Soltes links art, religion and politics in ‘eternal triangle’

Emma Morehart | Staff Writer

Photo
Ellie Haugsby | Staff Photographer
Dr. Ori Soltes considers the interrelated roles of art, religion, and politics during a 3:30 p.m. lecture in the Hall of Philosophy on Monday.

“What walks on four legs in the morning, two legs in the afternoon and three legs in the evening?”

If the average Chautauquan didn’t know the answer to this riddle, he would have been punished by the plague in Sophocles’ play “Oedipus the King.” What he also probably didn’t know was that this riddle highlights an “eternal triangle” of art, religion and politics.

In Sophocles’ story, Oedipus solves the Sphinx’s riddle with a simple answer: a human in the beginning, middle and end of life. As a result, Oedipus was hailed a hero for saving the town of Thebes after the Sphinx was forced to kill himself. This play represents a tie between art and religion, said Ori Soltes, the director of the Chautauqua Discoveries series this week and Week Six.

Chautauqua Discoveries is a program run by the Athenaeum Hotel. In addition to leading the program this year and last, Soltes has served as the theologian-in-residence for Chautauqua’s Department of Religion and has spoken in the Amphitheater several times in the 14 years he has been visiting. Soltes teaches theology, philosophy and art history at Georgetown University.

Soltes used his customized background to present a lecture Monday called “The Eternal Triangle: Art, Religion and Politics.” He began his lecture by telling an ancient Samarian myth about creation and destruction as two sides of the same coin. In this religious story, a mother goddess who personifies uncontrollable waters and floods is killed, and her destruction creates the earth.

This story was acted out, not simply told, creating an unbreakable link between the story and the audience, but also between religion and art, Soltes said.

“Religious ritual was theater and theater was religious ritual,” he said. “The one interwove the other … and served the purpose of our relationship with the gods.”

Greek theater also often linked art and religion in two related ways. The first is that Greek theatrical storylines often were about religion and linked the audience to their relationship with the gods. More directly, theater was under the patronage of the gods.

The link between art, religion and politics is more difficult to make, but does exist. Often, religion and politics were the two primary subjects that theater engaged, Soltes said.

Louis XIV of France was known for, among many things, his patronage for the arts and adherence to the theory of divine right of kings. Louis XIV furthered the arts in France and was called by some the “protector” of the French Academy and of French artists and writers.

The divine right of kings directly linked Louis XIV’s political power to his religion.

“(Divine right stated that) I rule because God wants me to,” Soltes said of Louis XIV. “That idea and its interweave of art goes back to that idea that through art, we can trace politics, religion and art.”

A statue of Augustus depicts him as the commander of the Roman army, his political position, with an image of Cupid at his feet, representing his religious role and his mythical ancestor Venus, Cupid’s mother and the goddess of love.

This piece of art connects Augustus’ political and military accomplishments to the fact that he was descended from Aphrodite, Soltes said.

As Soltes took the audience from Louis XIV and Augustus through the changes of Christian art during the Renaissance, he arrived at the complexity of the Vatican in Rome, an establishment that is simultaneously political, religious and artistic.

More recent theater works, like Arthur Miller’s “Death of a Salesman,” link art to politics in obvious ways and allow viewers to take in both art and perspectives about politics.

“The question becomes the dynamic balance between … the political leadership and … the role of religion as an ‘I religion’ and the role of religion as an ‘everyone’s religion,’” Soltes said. “How does that get interwoven … and to what extend do we carry that beyond the gates (of Chautauqua)?”

The lecture did, in fact, ask questions that many Chautauquans had not considered. Austin Swanson, a regular Chautauquan, said he had made the connections between the gods and the kings, the wealthy and the powerful, but had not articulated them.

“(The lecture) really came alive to me in the last 15 minutes,” Swanson said about the examples of the Vatican and Arthur Miller. “He helped firm (those connections) up.”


> _Task to complete_: Using the records underneath, tally the lines where the word "About" appears and please give only the count.

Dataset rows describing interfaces
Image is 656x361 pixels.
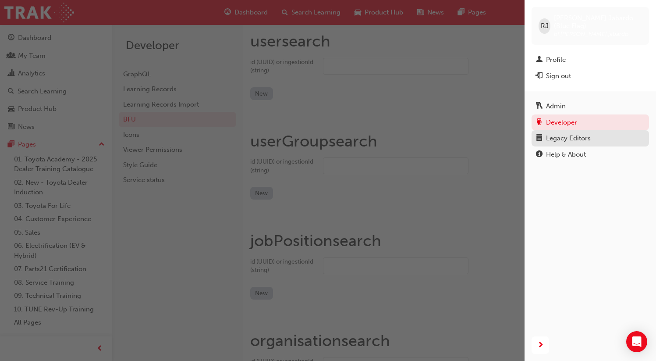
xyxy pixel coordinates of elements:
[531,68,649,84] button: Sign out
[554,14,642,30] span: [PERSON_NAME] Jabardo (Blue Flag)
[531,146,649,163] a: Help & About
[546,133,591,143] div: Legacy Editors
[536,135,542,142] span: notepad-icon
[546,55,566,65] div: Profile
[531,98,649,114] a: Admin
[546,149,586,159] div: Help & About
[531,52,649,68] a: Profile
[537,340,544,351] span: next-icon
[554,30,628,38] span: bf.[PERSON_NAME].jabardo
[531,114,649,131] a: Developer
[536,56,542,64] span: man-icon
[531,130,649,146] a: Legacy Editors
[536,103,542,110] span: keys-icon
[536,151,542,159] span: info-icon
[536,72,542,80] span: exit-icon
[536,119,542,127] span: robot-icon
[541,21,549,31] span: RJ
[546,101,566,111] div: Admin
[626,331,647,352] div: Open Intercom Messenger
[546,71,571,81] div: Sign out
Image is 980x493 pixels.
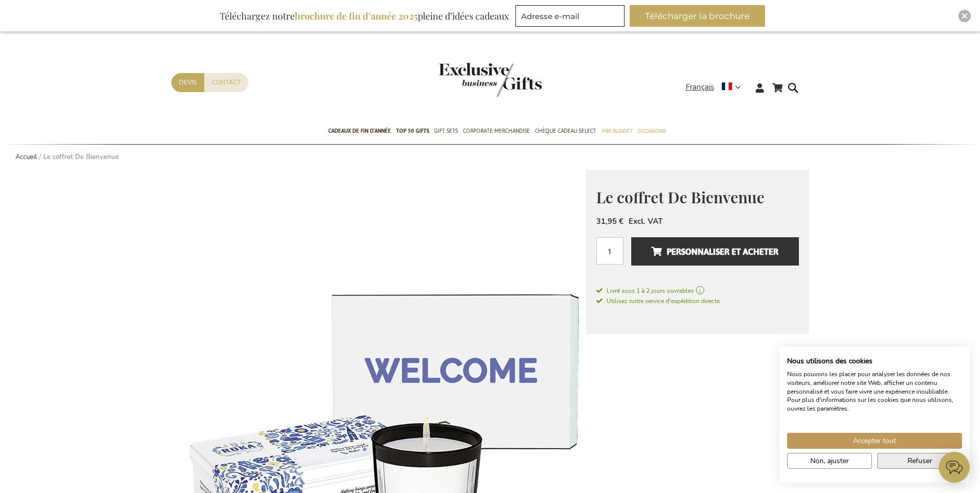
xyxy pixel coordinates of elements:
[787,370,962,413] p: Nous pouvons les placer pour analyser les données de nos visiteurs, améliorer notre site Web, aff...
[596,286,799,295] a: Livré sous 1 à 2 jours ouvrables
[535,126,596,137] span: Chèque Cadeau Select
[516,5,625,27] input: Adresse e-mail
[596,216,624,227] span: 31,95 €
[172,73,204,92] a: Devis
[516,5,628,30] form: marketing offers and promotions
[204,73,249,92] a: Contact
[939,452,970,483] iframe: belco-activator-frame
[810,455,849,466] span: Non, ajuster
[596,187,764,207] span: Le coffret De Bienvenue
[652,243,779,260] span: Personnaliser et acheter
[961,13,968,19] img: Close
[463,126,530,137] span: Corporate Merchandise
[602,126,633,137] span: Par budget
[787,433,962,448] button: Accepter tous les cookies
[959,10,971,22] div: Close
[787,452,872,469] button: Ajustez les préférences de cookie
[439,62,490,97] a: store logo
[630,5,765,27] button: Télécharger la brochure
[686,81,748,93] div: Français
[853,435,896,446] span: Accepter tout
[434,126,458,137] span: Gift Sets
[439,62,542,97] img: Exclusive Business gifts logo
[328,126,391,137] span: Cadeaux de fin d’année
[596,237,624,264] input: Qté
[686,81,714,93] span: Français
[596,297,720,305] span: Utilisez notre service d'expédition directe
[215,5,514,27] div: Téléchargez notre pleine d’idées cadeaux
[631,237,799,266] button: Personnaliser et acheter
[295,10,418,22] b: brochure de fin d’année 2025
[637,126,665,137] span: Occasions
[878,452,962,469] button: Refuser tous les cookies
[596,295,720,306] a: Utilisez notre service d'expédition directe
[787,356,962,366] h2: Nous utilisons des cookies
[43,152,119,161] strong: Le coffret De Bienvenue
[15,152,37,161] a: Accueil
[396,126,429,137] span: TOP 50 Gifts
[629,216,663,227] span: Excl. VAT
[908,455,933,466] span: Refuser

* * *

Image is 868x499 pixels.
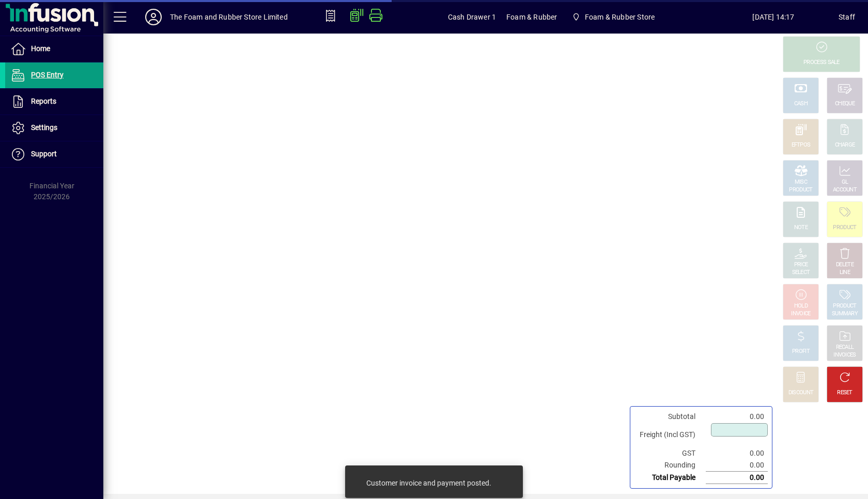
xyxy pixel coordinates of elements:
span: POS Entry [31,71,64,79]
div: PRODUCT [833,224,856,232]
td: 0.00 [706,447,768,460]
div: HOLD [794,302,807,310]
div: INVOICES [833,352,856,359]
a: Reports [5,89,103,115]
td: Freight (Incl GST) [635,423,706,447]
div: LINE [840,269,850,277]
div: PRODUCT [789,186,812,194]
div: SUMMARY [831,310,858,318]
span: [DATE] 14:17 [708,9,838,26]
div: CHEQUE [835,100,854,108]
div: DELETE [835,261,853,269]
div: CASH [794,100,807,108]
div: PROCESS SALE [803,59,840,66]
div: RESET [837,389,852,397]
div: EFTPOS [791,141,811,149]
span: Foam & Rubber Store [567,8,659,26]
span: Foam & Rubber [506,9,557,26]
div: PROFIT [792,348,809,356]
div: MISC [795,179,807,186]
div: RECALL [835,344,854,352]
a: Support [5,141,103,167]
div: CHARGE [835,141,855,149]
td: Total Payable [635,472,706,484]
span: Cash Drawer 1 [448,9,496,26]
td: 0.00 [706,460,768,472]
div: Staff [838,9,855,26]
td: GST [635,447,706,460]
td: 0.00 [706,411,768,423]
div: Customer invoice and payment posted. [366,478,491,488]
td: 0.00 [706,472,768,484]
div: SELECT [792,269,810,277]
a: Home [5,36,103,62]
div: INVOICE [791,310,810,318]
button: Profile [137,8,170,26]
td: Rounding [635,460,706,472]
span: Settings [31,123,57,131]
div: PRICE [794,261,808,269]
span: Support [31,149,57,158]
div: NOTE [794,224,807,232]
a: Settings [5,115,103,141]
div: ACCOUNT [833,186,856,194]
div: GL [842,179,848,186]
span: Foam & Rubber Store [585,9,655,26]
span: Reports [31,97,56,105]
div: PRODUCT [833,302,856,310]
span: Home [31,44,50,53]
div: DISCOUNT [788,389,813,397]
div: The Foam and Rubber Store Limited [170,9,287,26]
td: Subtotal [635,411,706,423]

==

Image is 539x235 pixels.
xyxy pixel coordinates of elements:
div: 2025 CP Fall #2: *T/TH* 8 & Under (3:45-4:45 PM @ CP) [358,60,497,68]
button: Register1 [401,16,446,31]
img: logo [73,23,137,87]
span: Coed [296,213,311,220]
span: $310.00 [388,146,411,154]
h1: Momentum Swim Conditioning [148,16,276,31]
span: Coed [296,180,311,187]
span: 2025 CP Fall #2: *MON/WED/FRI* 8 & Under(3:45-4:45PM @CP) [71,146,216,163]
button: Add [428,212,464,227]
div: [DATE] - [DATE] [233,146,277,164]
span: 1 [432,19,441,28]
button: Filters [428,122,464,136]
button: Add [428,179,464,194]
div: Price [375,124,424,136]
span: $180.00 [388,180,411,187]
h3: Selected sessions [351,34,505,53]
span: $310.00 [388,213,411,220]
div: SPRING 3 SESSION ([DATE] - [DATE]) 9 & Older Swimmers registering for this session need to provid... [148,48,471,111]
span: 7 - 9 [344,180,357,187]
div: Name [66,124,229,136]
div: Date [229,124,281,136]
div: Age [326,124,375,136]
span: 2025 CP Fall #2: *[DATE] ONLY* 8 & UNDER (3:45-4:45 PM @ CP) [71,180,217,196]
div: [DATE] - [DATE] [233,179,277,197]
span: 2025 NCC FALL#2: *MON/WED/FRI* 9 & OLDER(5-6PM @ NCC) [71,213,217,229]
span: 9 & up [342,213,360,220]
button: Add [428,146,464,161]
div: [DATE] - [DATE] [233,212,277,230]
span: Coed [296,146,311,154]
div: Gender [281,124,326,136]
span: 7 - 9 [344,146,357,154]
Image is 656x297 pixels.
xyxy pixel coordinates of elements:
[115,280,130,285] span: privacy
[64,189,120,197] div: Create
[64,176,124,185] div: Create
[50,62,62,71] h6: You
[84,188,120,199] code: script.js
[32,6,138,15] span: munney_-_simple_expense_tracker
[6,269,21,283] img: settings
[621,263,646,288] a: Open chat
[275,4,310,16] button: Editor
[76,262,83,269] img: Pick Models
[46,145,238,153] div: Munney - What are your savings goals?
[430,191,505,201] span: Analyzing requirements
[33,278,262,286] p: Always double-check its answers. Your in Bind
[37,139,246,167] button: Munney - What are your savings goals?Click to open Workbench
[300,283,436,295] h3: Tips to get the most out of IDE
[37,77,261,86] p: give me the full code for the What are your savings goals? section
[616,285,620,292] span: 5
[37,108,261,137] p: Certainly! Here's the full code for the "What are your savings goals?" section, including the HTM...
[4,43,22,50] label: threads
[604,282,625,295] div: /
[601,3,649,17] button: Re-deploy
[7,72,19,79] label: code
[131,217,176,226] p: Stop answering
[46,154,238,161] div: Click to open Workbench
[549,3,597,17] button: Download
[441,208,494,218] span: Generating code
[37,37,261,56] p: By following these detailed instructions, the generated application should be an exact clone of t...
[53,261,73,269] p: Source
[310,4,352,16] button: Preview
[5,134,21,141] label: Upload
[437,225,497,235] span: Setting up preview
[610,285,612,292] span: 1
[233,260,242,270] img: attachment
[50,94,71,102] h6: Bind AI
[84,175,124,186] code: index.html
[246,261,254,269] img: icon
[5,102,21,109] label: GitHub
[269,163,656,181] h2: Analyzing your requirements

> _Response_: 2